Friday, December 8, 2006

Wittgenstein's can of worms.

Comments on Pathways Language and the World, Unit 1. Dec 1 2006

Wittgenstein’s questioning our ‘pointing inwardly’ to a sensation and labeling it, his calling this a ‘ceremony,’ presumably a ‘mere’ ceremony without real value, opens a can of worms in the heart of western philosophy.

If we associate a sign ‘S’ with a particular sensation, Wittgenstein doubts that in the future we will be able to correctly assign this same marker to a repeated occurrence of the same sensation. He doubts that there is any way to be sure that the sensation labeled S is exactly the same as any other perceived sensation we think identical to S.

“Whatever is going to seem right to me, is right.”

In other words, there is no have repeatedly shown. However, we do trust it and build on it, and we might ask how far a memory would have to stray from an original fact to become false.

An experience identified as ‘S’ would take place in a certain context. As Heraclites put it, you can’t stand in the same river twice, not least because apart from the water of the river being in flux, you too are in flux, and changing from one moment in time to another. So a repeated experience of ‘S’ would have to be called ‘S1’, ‘S2’, ‘S3’, and so on, each existentially different from the other. How these can be related in memory however, would be by their shared qualities, their membership of a set: as David Hume said, “When we have found a resemblance among several objects that often occur to us, we apply the same name to all of them, whatever differences we may observe in the degree of their quantity and quality, and whatever other differences may appear among them.”

Hume, Treatise, I. i. 7.

Let’s agree that the main functions of language are firstly to represent our thoughts to ourselves, and secondly to convey those thoughts to others.

For the first function, maybe I can decide to call a certain taste “S” and that serves as an adequate reference to myself. In that usage of ‘language’, the representation of thought to myself, the internal labeling can be as arbitrary as I like, so long as I remember what label I attached to which thought. If we make the mistake of assuming that our private code is going to serve the second function of language, we will be sorely disillusioned. One viewing alone of the execrable Jodie Foster film “Nell” should be enough to convince us of this. However we could say a representation can be private and for oneself alone and can be trusted if it is in some constant propositional language with its own internal syntax against whose criteria a logical or factual error would be seen to diverge.

For the second main use of language we will need common agreement that when I say “S” I mean the 19th letter in the alphabet, and not something else. If we talk about communication with others then a social dimension is necessary in which agreement is reached by a community on the usage of a sign. If George Bush says “It’s so hot some of us are going to fall out”, and no-one but a solitary Texan standing nearby understands that he means “keel over”, then the social requirement of language communication has nevertheless been met. If there are no Texans nearby, the communication will not succeed, and we might say that the President is only talking to himself.

If this were all there is to Wittgenstein’s misgivings, we might turn to a number of language theorists such as Roman Jacobson to find a similar argument, but it seems that more is at stake here.

When he doubts the identity of an experience with a similar one stored in memory and labeled ‘S’, Wittgenstein may be questioning more than just the accuracy of our memory or the lack of external verification. He is questioning more than just the value of subjective judgments. He is really doubting the value of the introspection itself. And his unhappiness with the labeling of sensations is really a mistrust of that method of philosophizing in which internal judgements stand without any means of verification. The self that is known by looking within and the certainties that are obtained by mentally stripping away all doubtful elements, to Wittgenstein are still fundamentally unstable.

What this signifies for us is the undermining of an established identity in the Lockean tradition where continuity of memories entails the continuity of a Self. This is a conception reflected in common usage like

“He is no longer the man he was,” said of an Alzheimer’s victim or a forgetful elderly person. Alongside the Christian idea of an immaterial ‘soul’ as identity, this materialist concept of the self consisting of the accumulated memories of a person is very widespread.

[Not that it is universal however: some groups of people such as the Piraha tribe apparently do not value memories of the past or locate events linguistically in a past tense. Their identities reside almost exclusively in their ongoing present experience.]

Wittgenstein’s radical doubt has serious ramifications for our knowledge of the world and for our own sense of personal identity.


Instructions to follow ::
Gather all lines in the records below that include the word "image".

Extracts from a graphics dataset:
_ _ _ _ _

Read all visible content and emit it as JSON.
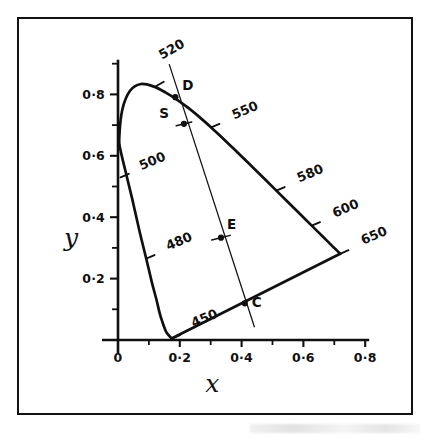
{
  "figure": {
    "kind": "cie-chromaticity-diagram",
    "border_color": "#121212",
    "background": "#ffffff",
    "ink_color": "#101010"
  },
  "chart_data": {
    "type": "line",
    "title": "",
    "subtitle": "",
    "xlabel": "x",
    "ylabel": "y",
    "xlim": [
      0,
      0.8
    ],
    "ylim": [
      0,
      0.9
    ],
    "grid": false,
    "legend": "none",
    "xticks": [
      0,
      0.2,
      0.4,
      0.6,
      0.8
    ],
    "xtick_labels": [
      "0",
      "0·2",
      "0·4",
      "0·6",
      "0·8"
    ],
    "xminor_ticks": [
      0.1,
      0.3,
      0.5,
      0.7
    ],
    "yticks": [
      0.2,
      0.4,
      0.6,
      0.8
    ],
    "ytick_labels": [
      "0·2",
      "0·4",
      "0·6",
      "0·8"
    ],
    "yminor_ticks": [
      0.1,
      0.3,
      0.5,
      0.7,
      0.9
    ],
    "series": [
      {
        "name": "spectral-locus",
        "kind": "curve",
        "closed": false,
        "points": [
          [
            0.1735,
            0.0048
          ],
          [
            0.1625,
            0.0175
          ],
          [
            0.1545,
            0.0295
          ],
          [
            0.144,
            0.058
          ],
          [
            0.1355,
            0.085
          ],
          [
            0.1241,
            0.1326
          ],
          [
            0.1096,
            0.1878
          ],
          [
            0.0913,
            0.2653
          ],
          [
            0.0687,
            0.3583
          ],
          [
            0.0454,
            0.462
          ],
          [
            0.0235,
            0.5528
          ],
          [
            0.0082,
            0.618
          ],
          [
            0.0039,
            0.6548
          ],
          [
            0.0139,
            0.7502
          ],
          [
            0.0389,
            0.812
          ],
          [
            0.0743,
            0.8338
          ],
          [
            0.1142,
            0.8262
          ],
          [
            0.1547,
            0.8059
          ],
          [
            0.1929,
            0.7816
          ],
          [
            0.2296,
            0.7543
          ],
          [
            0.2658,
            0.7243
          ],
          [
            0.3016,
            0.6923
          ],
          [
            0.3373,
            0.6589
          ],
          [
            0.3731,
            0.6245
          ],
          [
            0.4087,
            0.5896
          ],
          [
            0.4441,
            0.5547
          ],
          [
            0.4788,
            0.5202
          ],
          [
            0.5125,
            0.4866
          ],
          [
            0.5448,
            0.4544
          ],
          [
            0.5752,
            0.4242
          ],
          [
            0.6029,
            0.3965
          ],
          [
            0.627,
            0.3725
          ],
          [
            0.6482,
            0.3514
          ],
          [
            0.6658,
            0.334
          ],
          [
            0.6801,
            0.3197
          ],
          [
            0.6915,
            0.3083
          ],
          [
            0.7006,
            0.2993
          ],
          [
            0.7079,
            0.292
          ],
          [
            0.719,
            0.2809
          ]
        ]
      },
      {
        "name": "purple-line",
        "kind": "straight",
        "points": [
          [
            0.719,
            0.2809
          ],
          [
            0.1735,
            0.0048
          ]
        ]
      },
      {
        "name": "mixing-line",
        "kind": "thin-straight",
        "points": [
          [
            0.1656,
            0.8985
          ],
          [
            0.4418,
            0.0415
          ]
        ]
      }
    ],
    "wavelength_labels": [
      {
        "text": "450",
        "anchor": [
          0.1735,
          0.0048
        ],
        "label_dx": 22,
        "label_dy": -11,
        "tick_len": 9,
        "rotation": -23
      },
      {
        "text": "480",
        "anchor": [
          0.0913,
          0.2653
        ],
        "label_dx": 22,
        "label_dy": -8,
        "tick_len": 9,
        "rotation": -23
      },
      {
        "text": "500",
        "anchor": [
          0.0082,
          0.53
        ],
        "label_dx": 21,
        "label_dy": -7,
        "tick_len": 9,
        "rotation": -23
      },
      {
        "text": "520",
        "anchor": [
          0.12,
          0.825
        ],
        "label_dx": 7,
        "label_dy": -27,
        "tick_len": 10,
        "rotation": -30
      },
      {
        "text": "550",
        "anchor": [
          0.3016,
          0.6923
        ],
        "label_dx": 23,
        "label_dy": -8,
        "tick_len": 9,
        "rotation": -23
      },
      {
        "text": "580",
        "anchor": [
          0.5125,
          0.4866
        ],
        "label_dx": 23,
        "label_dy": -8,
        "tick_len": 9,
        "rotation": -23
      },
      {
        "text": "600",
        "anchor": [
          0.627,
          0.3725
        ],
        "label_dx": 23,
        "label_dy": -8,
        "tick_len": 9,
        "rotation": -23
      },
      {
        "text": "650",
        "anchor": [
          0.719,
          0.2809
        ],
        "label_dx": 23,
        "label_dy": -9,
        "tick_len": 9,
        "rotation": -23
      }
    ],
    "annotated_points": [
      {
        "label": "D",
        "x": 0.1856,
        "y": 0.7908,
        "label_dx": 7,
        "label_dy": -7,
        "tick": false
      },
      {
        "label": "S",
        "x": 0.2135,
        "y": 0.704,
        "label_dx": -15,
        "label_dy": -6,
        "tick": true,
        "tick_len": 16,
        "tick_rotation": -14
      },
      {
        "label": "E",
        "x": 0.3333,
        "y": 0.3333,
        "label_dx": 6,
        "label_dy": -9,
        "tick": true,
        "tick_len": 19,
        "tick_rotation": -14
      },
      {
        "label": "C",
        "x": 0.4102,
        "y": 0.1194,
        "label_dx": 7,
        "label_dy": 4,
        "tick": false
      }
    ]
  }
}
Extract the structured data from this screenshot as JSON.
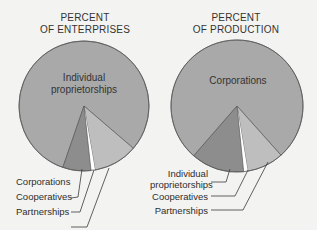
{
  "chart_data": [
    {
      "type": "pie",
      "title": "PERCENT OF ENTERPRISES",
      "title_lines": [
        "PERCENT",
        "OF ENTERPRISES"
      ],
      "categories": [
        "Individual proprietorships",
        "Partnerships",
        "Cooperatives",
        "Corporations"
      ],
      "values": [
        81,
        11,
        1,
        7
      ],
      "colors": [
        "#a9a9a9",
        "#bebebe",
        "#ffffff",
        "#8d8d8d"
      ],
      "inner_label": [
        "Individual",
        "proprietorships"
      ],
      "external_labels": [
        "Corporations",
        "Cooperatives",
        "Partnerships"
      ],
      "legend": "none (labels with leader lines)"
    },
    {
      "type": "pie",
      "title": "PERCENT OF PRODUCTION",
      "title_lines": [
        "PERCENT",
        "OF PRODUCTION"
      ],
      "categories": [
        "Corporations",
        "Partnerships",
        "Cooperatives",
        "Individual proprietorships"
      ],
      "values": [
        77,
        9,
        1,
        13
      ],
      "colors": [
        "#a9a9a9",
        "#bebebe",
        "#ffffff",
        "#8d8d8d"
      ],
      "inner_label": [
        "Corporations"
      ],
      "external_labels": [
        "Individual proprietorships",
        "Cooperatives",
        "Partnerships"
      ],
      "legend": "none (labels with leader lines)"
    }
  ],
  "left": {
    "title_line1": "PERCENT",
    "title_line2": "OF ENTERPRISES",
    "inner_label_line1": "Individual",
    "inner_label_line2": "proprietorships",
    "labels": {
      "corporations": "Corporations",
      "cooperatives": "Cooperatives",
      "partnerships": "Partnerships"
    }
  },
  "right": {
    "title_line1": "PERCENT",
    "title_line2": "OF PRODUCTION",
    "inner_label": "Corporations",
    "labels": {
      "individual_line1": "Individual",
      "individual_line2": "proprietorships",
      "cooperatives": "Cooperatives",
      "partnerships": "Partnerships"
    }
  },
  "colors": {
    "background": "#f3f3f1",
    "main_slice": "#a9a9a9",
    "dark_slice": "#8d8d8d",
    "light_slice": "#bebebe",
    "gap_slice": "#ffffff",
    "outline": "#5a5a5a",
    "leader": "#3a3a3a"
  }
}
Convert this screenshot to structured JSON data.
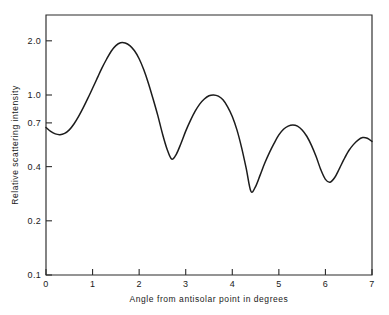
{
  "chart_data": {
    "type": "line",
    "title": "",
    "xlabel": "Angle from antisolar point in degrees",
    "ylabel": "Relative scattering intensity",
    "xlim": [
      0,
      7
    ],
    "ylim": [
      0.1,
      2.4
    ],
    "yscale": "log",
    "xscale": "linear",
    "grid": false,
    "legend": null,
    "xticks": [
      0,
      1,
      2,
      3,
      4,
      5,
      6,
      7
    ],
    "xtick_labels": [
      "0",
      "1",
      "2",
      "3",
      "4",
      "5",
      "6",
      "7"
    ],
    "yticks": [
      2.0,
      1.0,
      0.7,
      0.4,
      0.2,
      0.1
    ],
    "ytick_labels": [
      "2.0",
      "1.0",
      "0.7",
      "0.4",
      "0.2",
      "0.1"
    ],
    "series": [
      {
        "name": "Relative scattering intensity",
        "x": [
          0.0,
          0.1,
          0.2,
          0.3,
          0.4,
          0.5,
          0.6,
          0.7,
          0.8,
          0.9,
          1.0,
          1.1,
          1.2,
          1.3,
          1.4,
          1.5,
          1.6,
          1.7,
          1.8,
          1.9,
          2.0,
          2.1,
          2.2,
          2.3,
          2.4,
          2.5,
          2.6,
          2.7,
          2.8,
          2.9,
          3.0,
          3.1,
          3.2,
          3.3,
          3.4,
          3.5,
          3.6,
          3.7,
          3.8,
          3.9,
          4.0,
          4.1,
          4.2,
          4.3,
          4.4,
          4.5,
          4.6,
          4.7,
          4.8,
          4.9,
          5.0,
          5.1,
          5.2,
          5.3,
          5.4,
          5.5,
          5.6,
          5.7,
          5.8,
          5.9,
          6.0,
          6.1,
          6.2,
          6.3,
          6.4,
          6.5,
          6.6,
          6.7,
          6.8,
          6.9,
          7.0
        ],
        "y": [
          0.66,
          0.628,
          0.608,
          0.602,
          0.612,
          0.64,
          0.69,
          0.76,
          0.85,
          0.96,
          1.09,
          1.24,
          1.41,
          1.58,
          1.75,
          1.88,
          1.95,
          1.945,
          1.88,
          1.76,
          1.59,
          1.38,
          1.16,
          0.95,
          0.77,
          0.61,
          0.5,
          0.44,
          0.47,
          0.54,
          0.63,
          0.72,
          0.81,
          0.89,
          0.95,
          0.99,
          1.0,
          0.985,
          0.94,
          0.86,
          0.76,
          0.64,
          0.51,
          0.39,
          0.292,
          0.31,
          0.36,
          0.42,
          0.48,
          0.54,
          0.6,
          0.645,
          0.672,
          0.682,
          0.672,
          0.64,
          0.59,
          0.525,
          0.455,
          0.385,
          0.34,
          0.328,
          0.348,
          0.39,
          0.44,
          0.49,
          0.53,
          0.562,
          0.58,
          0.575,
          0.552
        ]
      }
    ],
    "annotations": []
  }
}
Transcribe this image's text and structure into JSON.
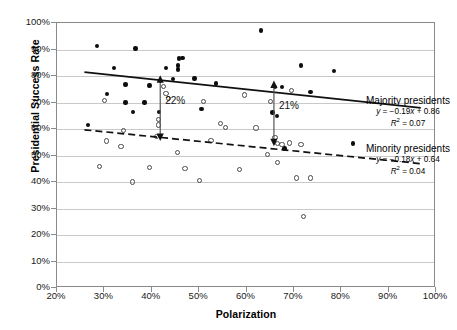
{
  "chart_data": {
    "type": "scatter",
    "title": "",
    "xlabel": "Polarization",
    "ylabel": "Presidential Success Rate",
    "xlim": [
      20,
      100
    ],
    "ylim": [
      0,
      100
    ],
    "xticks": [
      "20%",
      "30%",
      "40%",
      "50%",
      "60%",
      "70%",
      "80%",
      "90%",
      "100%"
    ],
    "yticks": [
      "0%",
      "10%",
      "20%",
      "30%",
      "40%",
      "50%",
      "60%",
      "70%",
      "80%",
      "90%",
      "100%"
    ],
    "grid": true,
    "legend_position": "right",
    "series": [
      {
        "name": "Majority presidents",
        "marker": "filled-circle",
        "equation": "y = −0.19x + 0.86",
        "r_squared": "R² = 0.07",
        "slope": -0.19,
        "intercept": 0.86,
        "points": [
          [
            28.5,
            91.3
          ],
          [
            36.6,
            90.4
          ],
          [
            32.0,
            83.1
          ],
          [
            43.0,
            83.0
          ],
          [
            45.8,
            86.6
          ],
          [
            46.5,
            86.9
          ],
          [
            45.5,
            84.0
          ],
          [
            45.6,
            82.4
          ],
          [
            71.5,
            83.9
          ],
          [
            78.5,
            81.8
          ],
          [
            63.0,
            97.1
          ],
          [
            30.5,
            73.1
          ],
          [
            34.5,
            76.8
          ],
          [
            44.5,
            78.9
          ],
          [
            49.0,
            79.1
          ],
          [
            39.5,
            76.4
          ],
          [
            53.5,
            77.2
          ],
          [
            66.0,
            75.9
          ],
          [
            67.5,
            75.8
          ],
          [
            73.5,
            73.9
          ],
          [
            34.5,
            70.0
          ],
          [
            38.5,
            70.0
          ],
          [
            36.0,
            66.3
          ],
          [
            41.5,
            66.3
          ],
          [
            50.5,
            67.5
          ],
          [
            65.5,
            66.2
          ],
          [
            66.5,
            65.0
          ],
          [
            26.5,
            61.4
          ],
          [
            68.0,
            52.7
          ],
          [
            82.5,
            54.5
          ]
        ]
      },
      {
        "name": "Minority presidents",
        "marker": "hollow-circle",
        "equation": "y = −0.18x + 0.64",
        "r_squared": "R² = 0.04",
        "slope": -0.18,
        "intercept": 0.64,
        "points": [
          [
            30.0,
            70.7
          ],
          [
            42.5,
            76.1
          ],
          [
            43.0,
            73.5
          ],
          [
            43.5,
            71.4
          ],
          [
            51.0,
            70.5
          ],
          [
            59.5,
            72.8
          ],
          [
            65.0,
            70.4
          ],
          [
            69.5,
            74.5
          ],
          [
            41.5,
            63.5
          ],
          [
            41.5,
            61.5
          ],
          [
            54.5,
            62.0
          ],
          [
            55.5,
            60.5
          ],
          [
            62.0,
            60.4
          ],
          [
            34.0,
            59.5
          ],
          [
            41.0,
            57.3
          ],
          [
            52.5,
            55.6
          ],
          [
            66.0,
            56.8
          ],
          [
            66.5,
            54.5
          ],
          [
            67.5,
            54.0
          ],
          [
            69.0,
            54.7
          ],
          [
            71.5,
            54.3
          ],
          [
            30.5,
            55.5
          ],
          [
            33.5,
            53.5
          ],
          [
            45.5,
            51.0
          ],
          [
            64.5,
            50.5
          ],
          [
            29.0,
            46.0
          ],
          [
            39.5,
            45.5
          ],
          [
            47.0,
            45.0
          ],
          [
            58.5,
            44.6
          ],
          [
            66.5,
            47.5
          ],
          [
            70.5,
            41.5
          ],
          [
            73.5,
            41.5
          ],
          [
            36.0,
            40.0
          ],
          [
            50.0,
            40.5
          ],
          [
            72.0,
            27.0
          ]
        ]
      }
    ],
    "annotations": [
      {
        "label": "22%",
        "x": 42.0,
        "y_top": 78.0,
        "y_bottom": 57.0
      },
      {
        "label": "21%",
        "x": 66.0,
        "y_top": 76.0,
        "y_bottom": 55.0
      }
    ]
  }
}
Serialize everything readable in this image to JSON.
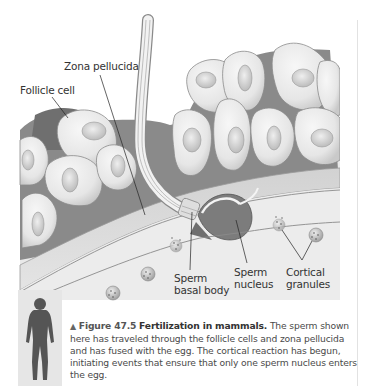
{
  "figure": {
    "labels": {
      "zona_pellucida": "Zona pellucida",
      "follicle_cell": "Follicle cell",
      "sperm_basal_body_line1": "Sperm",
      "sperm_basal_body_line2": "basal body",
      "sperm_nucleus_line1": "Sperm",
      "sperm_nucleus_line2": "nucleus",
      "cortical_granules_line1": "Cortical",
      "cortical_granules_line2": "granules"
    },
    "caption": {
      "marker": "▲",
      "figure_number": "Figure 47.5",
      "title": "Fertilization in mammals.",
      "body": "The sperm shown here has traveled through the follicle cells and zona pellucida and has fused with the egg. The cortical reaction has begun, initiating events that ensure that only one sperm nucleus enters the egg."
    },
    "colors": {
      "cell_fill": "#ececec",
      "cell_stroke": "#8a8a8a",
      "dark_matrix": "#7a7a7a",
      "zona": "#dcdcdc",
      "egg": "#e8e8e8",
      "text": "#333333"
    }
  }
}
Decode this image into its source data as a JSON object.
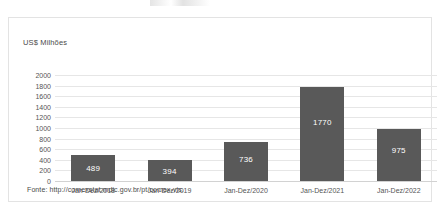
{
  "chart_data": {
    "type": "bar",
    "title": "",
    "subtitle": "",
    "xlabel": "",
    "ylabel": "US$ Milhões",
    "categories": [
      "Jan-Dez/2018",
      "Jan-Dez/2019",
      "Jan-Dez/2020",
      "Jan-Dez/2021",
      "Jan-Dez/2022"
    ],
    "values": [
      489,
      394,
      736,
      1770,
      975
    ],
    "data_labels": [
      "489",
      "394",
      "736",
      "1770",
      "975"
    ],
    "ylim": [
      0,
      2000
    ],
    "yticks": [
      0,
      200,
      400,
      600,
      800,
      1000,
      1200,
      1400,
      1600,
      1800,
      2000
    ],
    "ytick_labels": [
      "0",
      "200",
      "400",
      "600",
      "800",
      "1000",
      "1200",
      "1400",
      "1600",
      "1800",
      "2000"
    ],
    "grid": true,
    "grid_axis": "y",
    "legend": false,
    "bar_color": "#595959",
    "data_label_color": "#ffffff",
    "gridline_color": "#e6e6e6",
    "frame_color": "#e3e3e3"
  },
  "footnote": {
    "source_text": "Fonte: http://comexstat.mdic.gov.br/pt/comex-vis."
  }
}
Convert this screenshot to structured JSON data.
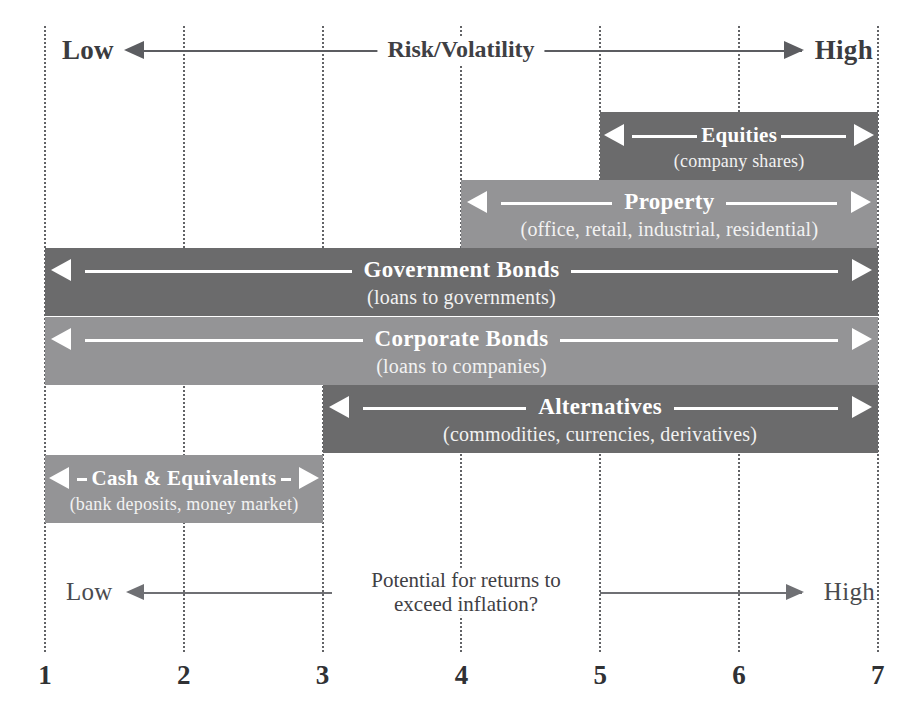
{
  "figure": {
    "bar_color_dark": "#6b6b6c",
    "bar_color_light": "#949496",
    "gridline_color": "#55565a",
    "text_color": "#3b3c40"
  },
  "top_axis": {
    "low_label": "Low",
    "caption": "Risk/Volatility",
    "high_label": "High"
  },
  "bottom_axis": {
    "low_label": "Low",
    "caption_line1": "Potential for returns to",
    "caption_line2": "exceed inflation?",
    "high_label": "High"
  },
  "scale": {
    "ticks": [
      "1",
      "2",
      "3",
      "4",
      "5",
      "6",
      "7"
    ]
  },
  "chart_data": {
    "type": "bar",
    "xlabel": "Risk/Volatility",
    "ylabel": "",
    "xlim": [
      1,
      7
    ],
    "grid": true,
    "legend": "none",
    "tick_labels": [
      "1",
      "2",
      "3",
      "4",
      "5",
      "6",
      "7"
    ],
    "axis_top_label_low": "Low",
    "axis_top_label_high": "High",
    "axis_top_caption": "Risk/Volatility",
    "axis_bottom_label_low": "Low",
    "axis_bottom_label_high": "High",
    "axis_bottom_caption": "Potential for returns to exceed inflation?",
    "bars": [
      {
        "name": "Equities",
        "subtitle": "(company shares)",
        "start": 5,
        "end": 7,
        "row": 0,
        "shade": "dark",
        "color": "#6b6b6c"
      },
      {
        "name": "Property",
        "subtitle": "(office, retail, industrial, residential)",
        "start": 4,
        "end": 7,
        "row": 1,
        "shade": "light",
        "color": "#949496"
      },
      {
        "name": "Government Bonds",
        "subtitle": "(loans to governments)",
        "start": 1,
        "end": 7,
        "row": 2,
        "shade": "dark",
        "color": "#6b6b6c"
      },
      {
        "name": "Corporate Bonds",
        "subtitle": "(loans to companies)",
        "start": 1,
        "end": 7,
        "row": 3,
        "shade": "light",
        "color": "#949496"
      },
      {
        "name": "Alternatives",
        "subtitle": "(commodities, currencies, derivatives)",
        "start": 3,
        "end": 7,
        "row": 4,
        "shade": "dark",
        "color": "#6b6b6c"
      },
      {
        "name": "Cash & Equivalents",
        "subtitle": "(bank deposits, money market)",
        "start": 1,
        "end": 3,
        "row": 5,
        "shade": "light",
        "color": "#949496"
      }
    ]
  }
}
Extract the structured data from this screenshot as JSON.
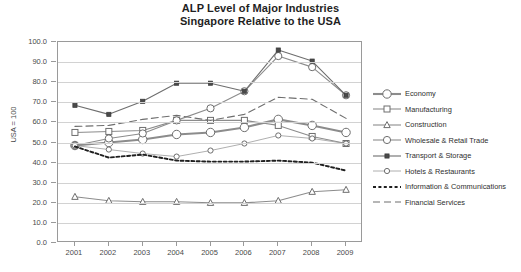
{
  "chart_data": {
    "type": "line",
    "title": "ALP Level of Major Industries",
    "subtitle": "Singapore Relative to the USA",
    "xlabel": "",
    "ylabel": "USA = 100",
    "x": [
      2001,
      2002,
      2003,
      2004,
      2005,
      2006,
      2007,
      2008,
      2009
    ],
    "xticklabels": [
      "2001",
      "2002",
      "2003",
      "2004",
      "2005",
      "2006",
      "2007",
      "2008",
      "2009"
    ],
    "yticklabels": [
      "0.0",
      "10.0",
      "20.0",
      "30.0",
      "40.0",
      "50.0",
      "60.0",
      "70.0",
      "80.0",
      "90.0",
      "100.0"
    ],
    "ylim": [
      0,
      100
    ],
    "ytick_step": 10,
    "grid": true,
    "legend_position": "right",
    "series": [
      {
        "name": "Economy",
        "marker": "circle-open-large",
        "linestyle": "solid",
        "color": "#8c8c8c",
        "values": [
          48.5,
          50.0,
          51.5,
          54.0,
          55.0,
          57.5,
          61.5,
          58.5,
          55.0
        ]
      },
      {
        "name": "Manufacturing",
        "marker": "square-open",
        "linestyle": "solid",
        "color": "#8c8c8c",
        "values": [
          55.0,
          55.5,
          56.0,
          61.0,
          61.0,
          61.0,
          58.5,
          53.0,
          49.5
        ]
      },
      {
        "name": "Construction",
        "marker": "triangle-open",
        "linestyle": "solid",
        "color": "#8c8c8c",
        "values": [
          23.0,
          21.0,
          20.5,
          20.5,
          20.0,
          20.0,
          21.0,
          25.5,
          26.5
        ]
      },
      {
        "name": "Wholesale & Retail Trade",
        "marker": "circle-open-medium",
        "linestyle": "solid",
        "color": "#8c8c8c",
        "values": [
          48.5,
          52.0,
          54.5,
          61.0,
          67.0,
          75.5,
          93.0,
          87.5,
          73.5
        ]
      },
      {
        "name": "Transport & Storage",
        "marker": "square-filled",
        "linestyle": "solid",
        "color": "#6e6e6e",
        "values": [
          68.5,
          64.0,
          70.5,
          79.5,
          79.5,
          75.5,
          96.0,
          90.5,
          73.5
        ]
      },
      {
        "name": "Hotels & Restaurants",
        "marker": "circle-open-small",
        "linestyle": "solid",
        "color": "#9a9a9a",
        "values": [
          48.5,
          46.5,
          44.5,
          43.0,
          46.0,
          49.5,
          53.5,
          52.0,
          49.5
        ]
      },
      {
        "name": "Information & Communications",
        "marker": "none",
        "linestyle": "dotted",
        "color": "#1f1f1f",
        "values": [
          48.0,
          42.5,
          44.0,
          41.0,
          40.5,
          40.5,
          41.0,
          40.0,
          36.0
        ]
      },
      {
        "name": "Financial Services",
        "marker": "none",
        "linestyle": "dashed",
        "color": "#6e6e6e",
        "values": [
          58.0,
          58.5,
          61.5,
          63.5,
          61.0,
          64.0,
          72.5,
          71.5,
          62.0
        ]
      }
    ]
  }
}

_ _ _ _ _

Written response ::
Transcribe this image's text and structure into JSON.
Serialize everything readable in this image to JSON.
Decode this image into its source data as a JSON object.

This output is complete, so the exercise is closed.